I don't post much. I read less than I should. I have a LinkedIn, an Instagram, and an X — three platforms that all want more time than I have to give them. LinkedIn is the relative I keep meaning to call. I don't, and I don't feel as bad about it as I probably should. If you read that and recognized yourself, this is for you.
Reluctant social isn't a personality. The courtroom litigator who's the loudest voice in any room and has never opened LinkedIn is in. The quiet bookkeeper who finds Instagram exhausting is in. So is the conference-circuit sales rep who networks like a tornado but treats his feed as enemy territory. The thread isn't shyness — it's a working belief that your time is more expensive than the platforms charge for it, and your data is more valuable than they're paying for it.
There's a version of social-media advice written by people who love social media, for people who love social media. It's about engagement, posting cadence, hooks, algorithms, growth. Most of it is good. None of it is for the readers I'm describing.
The good news is that most of what you actually need to do to "be on social" is set-it-once technical work. Not performance. Not feeds. Plumbing.
This is the playbook for the rest of us.
The thesis: social media is a tax, not a hobby
The way most professional advice frames social media is wrong for this audience. The standard model is: post regularly, engage with comments, follow accounts, build an audience. That's a hobby. It costs time you don't have, and the ROI for a small professional practice is real but slow.
A more honest framing: social media is a tax. There's a minimum compliance level you have to hit so you don't get penalized — your name doesn't autocomplete badly, your link previews don't look like spam, your basic info is current. Above that floor, anything extra is optional and probably not worth your weekend unless you genuinely enjoy the work.
Treat it like the IRS. Get the minimum right, file once, move on with your year.
What you're actually trading
A second reason to keep engagement minimal: every interaction with these platforms isn't just costing you minutes. It's training their models on you, for free, against your eventual benefit.
In 2026 a selfie is a training image. A reply is RLHF — reinforcement signal teaching a model how humans write. The professional network you spent ten years building is also someone else's competitive intelligence dataset. The cost has stopped being "ads watch me" and started being "I am the feedstock for the next generation of foundation models."
This isn't an argument for a moral panic. It's pointing out a real second-order cost that the standard "you should be on socials" advice doesn't account for. Once you see it, do the minimum stops looking lazy and starts looking like the right business decision.
The set-it-once playbook
Here's what the minimum looks like:
- Profile-page hygiene, once a year. Update LinkedIn, your Facebook business page, Instagram bio, and any directory listings with a current name, headline, contact info, and a recent professional photo. Schedule a 30-minute calendar block annually to redo it. That's it.
- Open Graph and Twitter card meta tags on your website. When someone shares one of your pages on LinkedIn, Facebook, Slack, or iMessage, the preview that shows up is decided by tags in your HTML — not by anything you post. Set those tags once and every share, ever, looks professional. I wrote up the seven Facebook meta tags you actually need — same tags cover the other platforms with small extensions.
- Internal linking inside your own site. This is the SEO leg of "social media optimization." When your pages link to each other well, Google and Bing rank them better, which means more of your prospects find you through search instead of through a feed you don't want to be in. See internal linking best practices for the structural side.
- Structured data on the pages people share. Schema markup — Organization, LocalBusiness, FAQ, Person — lets search engines and AI agents understand who you are without you having to explain it on a feed. Set once, lives forever.
- A canonical "About" page on your own site that you control. Make this the page a curious prospect lands on when they Google your name. Better it be a page you wrote than a profile a platform owns.
The deeper technical write-ups for each of these live on popseo.com, which is set up for that level of detail.
What you can skip
You can skip:
- Posting on a schedule
- Building an "audience"
- Replying to people you don't know
- Whatever the current dance trend or meme format is
- Most influencer-style "engagement" patterns
You can revisit these later if any of it ever genuinely sounds fun. If it doesn't, ignore them. None are required for you to remain findable, professional, and reachable.
A frame to leave you with
The reluctant approach is not lazy. It's the application of effort where effort actually returns something. A doctor who set up their Facebook business page once in 2018 and refreshes it every couple of years still gets every share of their site looking right, every search for their name returning a real result, and every new patient who Googles them landing on a clean profile. They have not spent a single weekend on social. They have not given the platforms a steady supply of new training data. They have not interrupted their practice with notifications they don't want.
Two of the five items pull double duty for what's now called AI visibility. Structured data and a canonical About page are exactly what AI agents like ChatGPT and Perplexity lean on when they answer "who should I hire for X." Daily-posting on walled platforms doesn't reach them. So the reluctant approach gets you halfway to AI-readiness almost by accident — the deeper take on the AI side covers the rest.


Scan the entries for "zone". Every line that holds it is to be copied.

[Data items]

|---|

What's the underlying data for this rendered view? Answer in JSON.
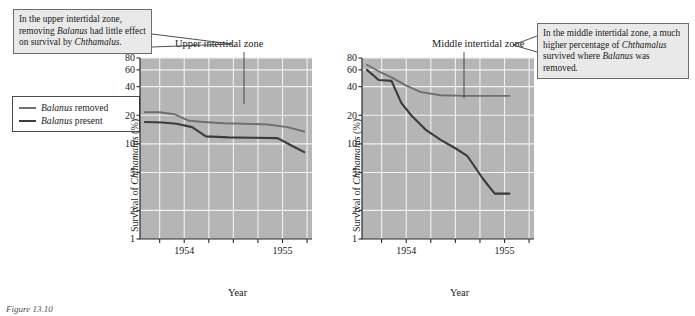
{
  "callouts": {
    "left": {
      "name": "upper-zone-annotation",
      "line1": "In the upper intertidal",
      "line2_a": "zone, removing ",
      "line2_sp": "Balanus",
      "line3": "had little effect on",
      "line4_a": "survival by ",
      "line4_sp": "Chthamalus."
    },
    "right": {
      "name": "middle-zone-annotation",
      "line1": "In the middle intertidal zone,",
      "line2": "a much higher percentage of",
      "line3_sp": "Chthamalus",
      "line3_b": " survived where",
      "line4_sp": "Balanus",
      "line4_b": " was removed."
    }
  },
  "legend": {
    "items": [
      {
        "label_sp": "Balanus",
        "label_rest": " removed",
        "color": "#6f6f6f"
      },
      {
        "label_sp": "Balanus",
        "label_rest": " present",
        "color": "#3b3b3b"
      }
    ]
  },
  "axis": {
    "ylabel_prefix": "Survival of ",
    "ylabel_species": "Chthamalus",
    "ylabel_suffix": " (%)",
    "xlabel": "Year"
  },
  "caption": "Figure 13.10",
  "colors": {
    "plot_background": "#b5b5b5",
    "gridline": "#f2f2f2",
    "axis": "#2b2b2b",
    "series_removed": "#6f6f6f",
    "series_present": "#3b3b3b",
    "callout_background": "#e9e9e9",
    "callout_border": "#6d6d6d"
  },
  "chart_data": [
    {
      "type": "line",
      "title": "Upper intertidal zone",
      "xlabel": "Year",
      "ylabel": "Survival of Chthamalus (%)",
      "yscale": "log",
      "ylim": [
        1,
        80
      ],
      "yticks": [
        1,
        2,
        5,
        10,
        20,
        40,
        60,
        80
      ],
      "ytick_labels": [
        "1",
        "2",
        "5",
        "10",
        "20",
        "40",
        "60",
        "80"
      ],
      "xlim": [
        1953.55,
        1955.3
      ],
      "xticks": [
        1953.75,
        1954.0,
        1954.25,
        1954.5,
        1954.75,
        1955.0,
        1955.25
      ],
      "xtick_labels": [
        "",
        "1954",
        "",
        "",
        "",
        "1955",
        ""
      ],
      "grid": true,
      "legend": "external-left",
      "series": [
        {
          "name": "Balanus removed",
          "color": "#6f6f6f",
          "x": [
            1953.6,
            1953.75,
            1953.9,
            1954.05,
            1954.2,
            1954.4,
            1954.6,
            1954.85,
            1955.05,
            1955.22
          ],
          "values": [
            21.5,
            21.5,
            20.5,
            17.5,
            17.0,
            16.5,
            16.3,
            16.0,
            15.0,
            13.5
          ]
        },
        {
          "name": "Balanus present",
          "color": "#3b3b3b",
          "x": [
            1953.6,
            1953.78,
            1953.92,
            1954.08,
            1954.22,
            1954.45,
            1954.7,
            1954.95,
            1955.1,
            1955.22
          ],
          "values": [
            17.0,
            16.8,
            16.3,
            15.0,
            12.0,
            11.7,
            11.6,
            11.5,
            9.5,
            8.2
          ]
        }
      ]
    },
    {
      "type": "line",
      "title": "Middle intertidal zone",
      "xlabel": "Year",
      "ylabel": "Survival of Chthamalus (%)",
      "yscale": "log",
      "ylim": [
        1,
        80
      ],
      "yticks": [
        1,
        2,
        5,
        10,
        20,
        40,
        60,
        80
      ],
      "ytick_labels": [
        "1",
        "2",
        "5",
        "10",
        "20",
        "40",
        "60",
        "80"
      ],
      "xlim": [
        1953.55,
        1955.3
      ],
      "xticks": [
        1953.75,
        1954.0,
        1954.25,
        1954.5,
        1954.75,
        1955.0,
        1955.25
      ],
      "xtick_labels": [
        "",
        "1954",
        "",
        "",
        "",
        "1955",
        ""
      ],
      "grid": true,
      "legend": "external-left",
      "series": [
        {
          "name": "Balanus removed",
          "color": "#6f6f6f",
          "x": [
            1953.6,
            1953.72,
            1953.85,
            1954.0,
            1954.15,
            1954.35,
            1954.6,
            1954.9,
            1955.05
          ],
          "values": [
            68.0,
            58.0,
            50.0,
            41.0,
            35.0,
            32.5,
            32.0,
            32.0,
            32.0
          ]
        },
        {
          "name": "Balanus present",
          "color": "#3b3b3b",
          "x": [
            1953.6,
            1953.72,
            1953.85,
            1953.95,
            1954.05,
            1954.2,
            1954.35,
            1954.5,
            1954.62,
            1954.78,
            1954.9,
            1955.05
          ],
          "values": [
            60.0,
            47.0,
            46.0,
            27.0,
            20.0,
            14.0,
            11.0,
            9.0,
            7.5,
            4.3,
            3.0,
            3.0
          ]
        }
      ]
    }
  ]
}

|---|

**Solution below:**
      "name": "upper-zone-annotation",
      "line2_a": "zone, removing ",
      "name": "middle-zone-annotation",
      "line1": "In the middle intertidal zone,",
      "title": "Upper intertidal zone",
      "title": "Middle intertidal zone",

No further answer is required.